For years, I embraced acid. The first time I went on Retin-A I was in high school. I was trying to burn off my pimples. One day in tenth grade, I distinctly remember talking to a peer on the way over to gym class and shaking my head in a very exaggerated way (I was probably saying, “I’m going to hide in the bathroom during gym!” because I did that all the time) when, just then, I saw a piece of my own skin flake off my nose and settle on the ground like a snowflake in the movie It’s a Wonderful Life. And although that was very embarrassing, it also proved to me that my skin care was really working!
Recently, however, I got pregnant. Did you know that real doctors tell you that you are not allowed to use any kind of acid during pregnancy? Apparently, it’s bad for the baby. Maybe acid was bad for you, too, the entire time, but they only tell you when you are bringing life into the world, which I kind of appreciate, because who cares otherwise? Anyway, if you are a pregnant, there are a million different blogs talking about the horrors of all conventional skin care and how it’s going to harm your unborn baby and how you really need to use yogurt as a natural yeast-infection remedy, et cetera, et cetera. Normally, these sorts of polemical diatribes are not persuasive to me, but when I was pregnant, I was weak. All of a sudden, I started to have concerns about my beloved friend Chemicals. Was my body the equivalent of a Superfund site? If so, that actually did seem bad for the baby. And so I embraced organic skin care.
As I am not a very crafty person, I decided I wasn’t going to use real ingredients from my kitchen on my skin. I knew that that would only end in me staining my maternity shirts and throwing out a lot of perfectly good avocados. I decided I had to go purchase the clean-beauty products that Goop is constantly referring to. At least that didn’t require any extra work.

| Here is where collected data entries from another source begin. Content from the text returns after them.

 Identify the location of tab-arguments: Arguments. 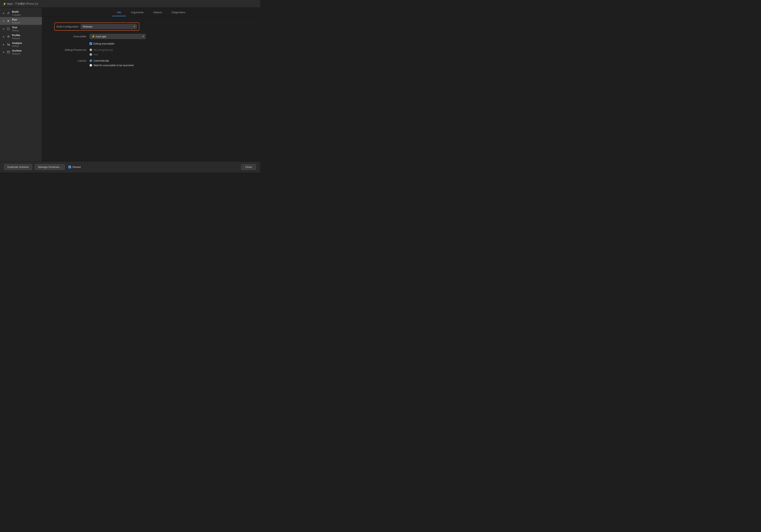
(137, 13).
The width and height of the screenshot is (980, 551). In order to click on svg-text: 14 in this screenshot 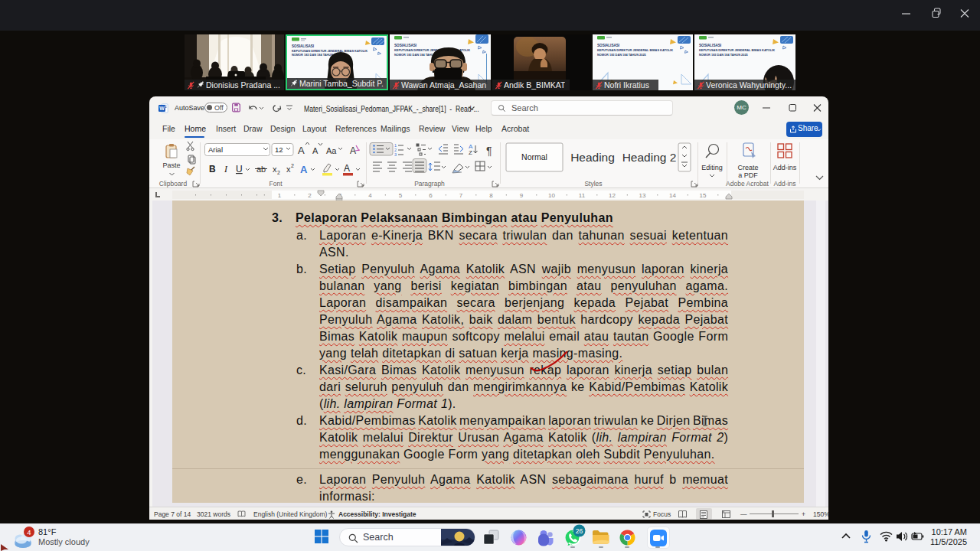, I will do `click(672, 196)`.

Now, organic skin-care products are actually kind of expensive, but whatever, I did a lot of research and a bought a lot of them because I’m rather vain. I used a moisturizer with sandalwood nut oil in it. I started putting a serum on my face that smelled like the inside of a bodega that sells flowers. I purchased an eye cream that claimed to have truffle extract in it, but really looked and smelled like whipped cream. Then I watched and I waited.
And guess what? My skin has never been worse. Non-chemical skin care sucks. I got two new wrinkles on my forehead because I couldn’t use the acid that I had been using to burn them off anymore. Then I got a series of small yet concentrated pimples all over my chin, which normally I also burn off, but now I had to moisturize with something called “alfalfa leaf.” That just made the pimples rejoice and settle into the trenches they had been digging in my face. Eventually, I had to get someone to lance them at a facial place near my house. Even she, a professional facialist, seemed grossed out. “They are still oozing,” she said at one point.
Because what IS this stuff without chemicals? What does it even do? Without the continual burning of acid residue on my face, it just seemed like I bought a series of different Vaselines for 90 dollars each. At least chemicals have a kind of integrity: You can feel them working away on your face and eating it. What is the point of paying to have pimples? Take control over your life!
Unfortunately, my dalliance with organic skin care is not over. You actually need to avoid acid while you are breastfeeding too, and so I am still slathering myself with linseed oil. Apparently, it has an organic acid in it, but I am positive that’s a lie. I feel nothing.